Posted by Margie on August 26, 1997 at 04:11:23:
In reply to Fanny in MP posted by Ann on August 25, 1997 at 20:17:03
] From time to time this sort of an explanation of the book flits through my mind. We think of the main character in a book being the prime actor--the one who acts--but Fanny does not take many true, strong actions. Perhaps this book doesn't have a main character at all. I think the book is more about the weaknesses of people, and how people who have easily percieved weaknesses might be much stronger than those who appear more flawless. In this sense Fanny and Henry become the twin centers of the book, with the apparently weak Fanny possessing great inner strength, and the strong Henry being in truth feeble.
________
Thanks, Ann. I found your post really illuminating. I think I do have an expectation that a main character will be more active, and it's one of the reasons I have difficulty with MP. A few weeks ago, when the MP reading was still going on, Thackeray's subtitle for Vanity Fair -- A Novel Without A Hero kept running through my mind, and I started thinking of MP as A Novel Without A Heroine.
Your pairing of Fanny and Henry reminded me of what someone else said recently (I don't know if it was here or on Austen-L, and I don't remember who said it. Apologies all around).

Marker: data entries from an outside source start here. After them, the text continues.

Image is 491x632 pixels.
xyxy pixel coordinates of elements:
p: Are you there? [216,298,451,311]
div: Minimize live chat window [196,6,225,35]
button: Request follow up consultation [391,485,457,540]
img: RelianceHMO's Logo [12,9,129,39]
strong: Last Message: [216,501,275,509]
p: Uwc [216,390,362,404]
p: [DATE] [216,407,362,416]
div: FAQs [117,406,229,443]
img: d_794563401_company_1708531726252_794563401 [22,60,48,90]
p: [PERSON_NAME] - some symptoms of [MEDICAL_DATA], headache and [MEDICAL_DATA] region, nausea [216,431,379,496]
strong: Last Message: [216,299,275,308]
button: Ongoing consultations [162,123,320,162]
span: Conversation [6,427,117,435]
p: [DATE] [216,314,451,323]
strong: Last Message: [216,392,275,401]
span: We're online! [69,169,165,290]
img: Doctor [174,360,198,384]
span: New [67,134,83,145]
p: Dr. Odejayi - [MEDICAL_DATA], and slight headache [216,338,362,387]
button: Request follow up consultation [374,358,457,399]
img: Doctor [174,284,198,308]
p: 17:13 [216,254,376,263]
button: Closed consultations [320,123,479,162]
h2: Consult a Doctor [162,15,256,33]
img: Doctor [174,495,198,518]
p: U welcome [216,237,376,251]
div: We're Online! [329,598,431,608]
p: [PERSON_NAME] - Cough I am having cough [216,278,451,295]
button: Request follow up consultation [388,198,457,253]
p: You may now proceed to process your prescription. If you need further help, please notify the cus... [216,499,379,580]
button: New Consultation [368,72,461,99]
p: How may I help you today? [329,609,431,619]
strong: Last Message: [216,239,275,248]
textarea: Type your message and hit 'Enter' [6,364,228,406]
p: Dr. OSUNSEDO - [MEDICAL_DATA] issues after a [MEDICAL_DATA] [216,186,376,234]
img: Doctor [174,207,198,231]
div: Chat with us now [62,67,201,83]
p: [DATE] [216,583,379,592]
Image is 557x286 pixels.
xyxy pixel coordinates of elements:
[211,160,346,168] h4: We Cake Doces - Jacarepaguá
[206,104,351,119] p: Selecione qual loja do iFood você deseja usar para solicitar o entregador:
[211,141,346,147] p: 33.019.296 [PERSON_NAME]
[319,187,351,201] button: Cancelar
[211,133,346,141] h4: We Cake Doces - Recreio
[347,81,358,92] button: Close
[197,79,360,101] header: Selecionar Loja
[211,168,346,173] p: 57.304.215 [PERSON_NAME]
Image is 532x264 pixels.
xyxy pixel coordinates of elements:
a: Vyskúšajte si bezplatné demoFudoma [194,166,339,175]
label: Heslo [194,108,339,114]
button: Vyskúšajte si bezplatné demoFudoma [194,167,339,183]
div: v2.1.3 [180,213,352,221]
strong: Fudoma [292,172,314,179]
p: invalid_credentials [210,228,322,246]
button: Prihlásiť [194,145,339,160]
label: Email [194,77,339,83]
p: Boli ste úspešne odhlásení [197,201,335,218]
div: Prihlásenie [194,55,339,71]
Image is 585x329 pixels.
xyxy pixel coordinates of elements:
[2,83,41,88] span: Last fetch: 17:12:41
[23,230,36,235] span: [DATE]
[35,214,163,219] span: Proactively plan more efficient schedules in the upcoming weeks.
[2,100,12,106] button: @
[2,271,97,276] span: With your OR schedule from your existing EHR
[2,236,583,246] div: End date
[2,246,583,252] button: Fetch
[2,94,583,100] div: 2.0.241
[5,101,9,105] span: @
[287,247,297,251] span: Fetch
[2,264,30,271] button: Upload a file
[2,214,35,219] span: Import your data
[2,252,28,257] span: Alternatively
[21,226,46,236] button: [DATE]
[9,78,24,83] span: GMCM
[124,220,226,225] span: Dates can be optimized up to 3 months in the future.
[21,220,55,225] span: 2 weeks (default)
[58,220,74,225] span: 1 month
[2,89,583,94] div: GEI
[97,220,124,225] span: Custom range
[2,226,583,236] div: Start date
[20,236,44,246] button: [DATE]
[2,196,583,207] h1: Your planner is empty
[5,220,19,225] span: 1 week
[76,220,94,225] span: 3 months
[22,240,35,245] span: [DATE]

The remark was to the effect that Fanny was kind of an inverted Emma -- that Emma's faults stem from self-confidence, wealth, and social status, and Fanny's faults stem from insecurity, poverty, and too little social status. I find both these pairings really interesting. None of JA's main characters are flawless (they are too well drawn to be so inhuman, for one thing). But in these discussions I'm almost getting a sense of the stories inevitably flowing from the flaws the way Greek tragedies flow from the heroes' tragic flaws. But in JA, it would be comic flaws, of course.